REQUIRED ACTION: Leave every picture out, and give again exactly the lines from the one containing "Describe the element at coordinates (654, 153)" through the end of the listing.

INFORMATION SHOWN:
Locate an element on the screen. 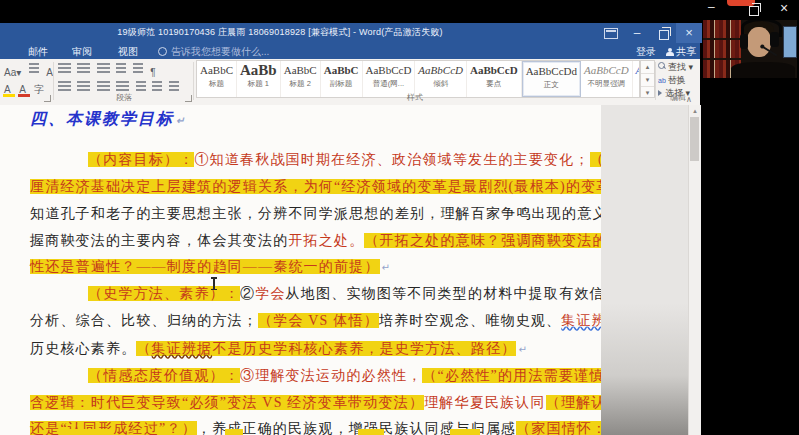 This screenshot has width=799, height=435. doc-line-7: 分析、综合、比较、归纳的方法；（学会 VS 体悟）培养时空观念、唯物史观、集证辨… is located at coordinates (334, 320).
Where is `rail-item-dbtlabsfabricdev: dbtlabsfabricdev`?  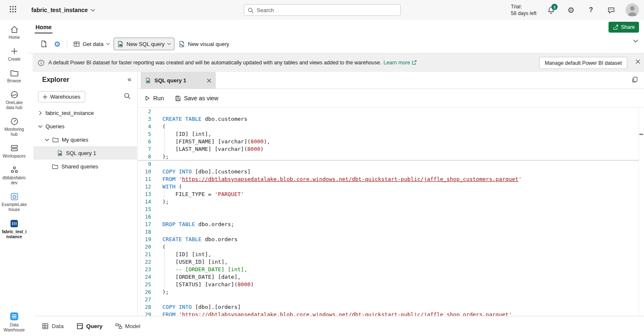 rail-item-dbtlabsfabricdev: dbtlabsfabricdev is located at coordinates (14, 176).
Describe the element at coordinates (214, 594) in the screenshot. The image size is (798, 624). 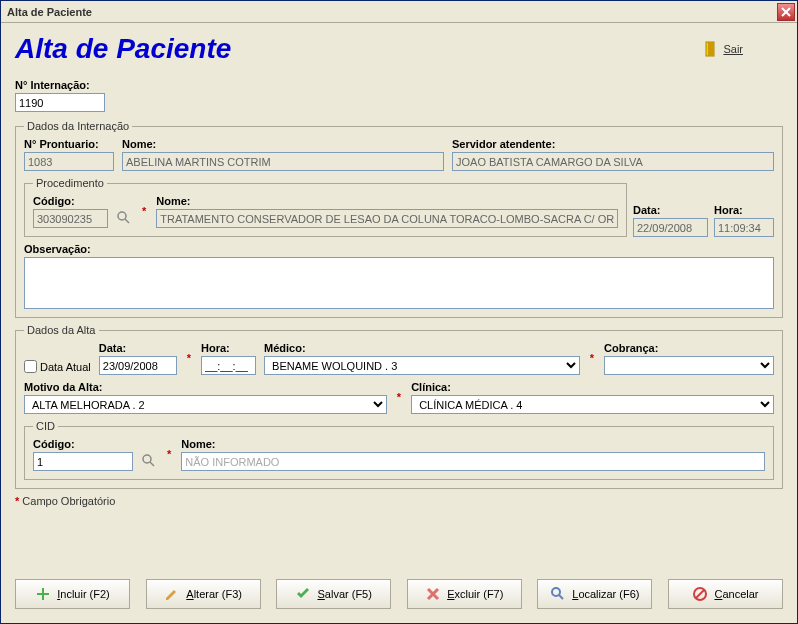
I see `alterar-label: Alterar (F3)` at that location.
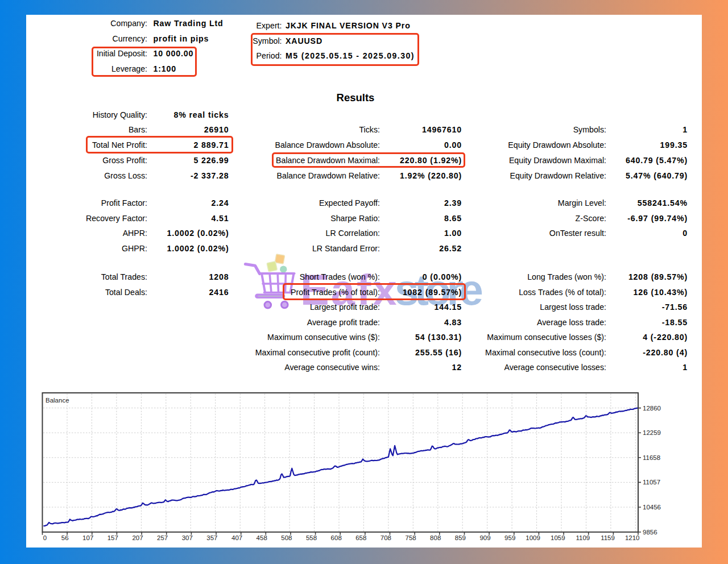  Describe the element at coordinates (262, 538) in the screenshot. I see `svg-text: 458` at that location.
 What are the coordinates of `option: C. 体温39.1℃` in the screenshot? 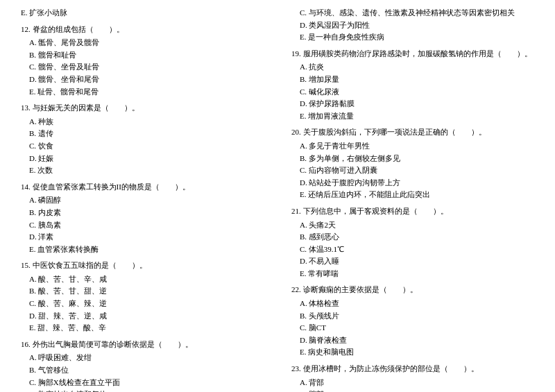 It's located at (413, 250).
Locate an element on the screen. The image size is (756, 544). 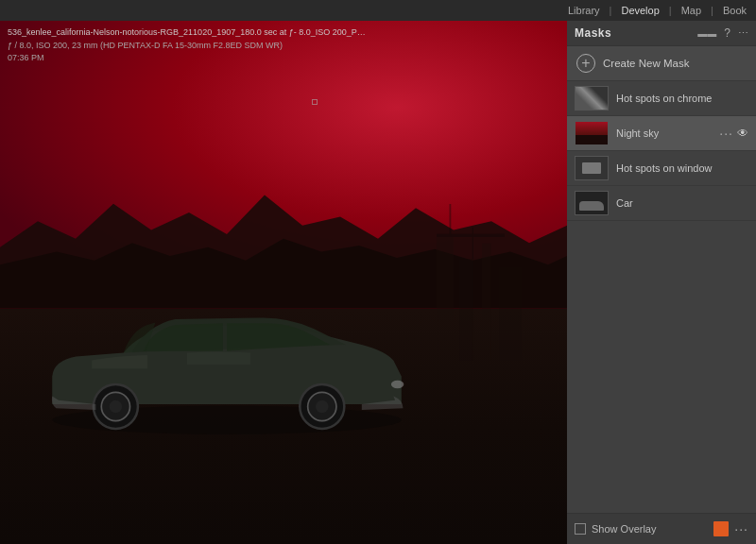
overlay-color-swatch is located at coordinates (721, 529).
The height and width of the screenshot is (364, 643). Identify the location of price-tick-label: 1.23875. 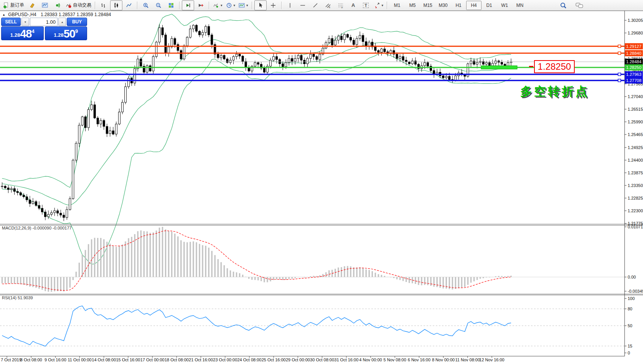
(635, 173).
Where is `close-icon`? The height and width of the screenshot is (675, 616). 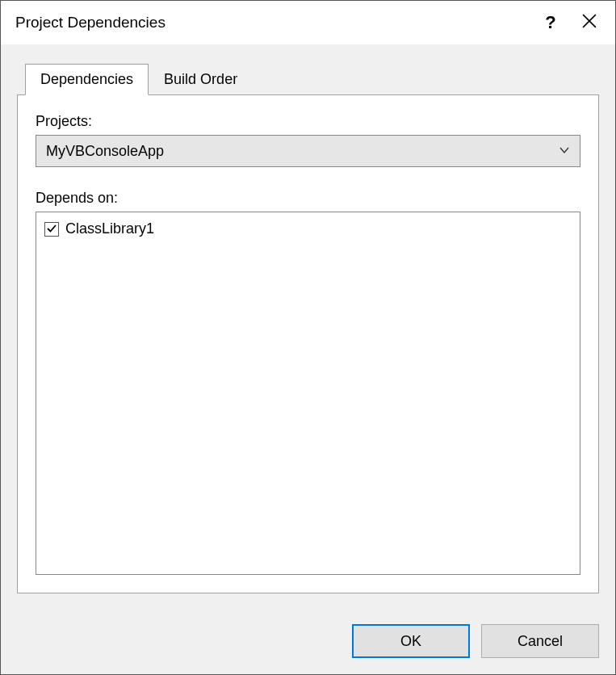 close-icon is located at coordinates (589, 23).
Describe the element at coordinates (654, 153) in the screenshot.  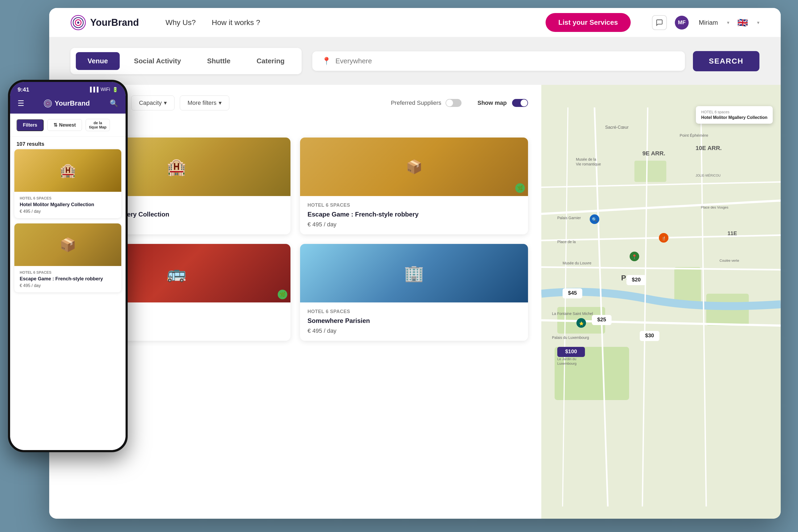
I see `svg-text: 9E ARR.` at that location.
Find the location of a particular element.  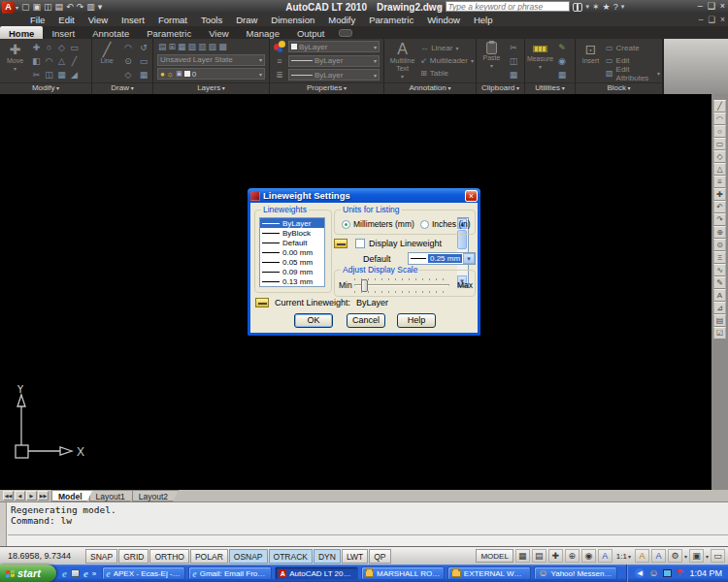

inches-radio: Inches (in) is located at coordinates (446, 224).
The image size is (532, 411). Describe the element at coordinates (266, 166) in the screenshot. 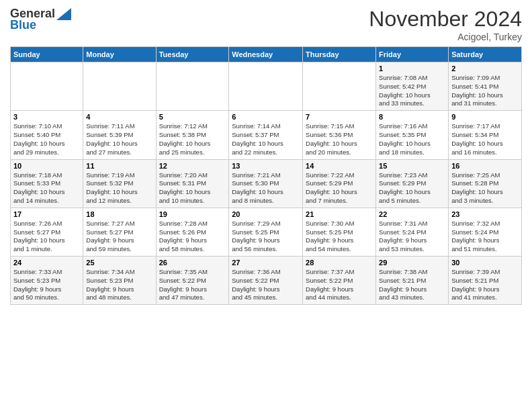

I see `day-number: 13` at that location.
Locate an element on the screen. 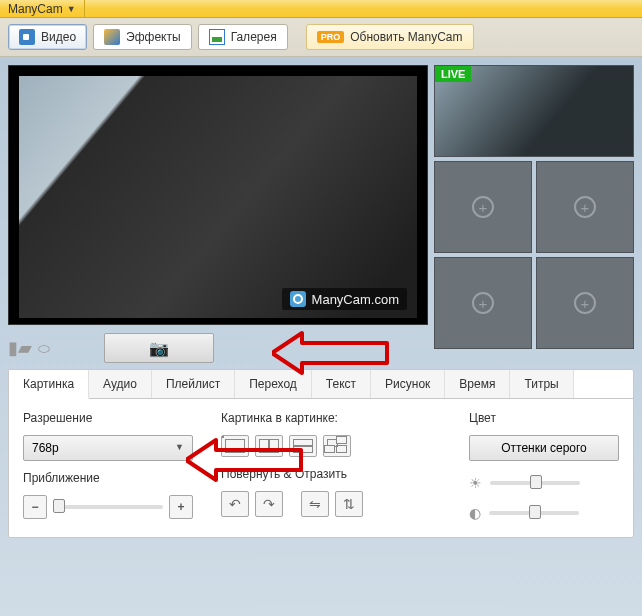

EXPECTED ANSWER:
Describe the element at coordinates (654, 153) in the screenshot.  
I see `svg-text: 9E ARR.` at that location.
Find the location of a particular element.  

inches-radio: Inches (in) is located at coordinates (446, 224).
The image size is (532, 411). Describe the element at coordinates (266, 166) in the screenshot. 

I see `day-number: 13` at that location.
Locate an element on the screen. 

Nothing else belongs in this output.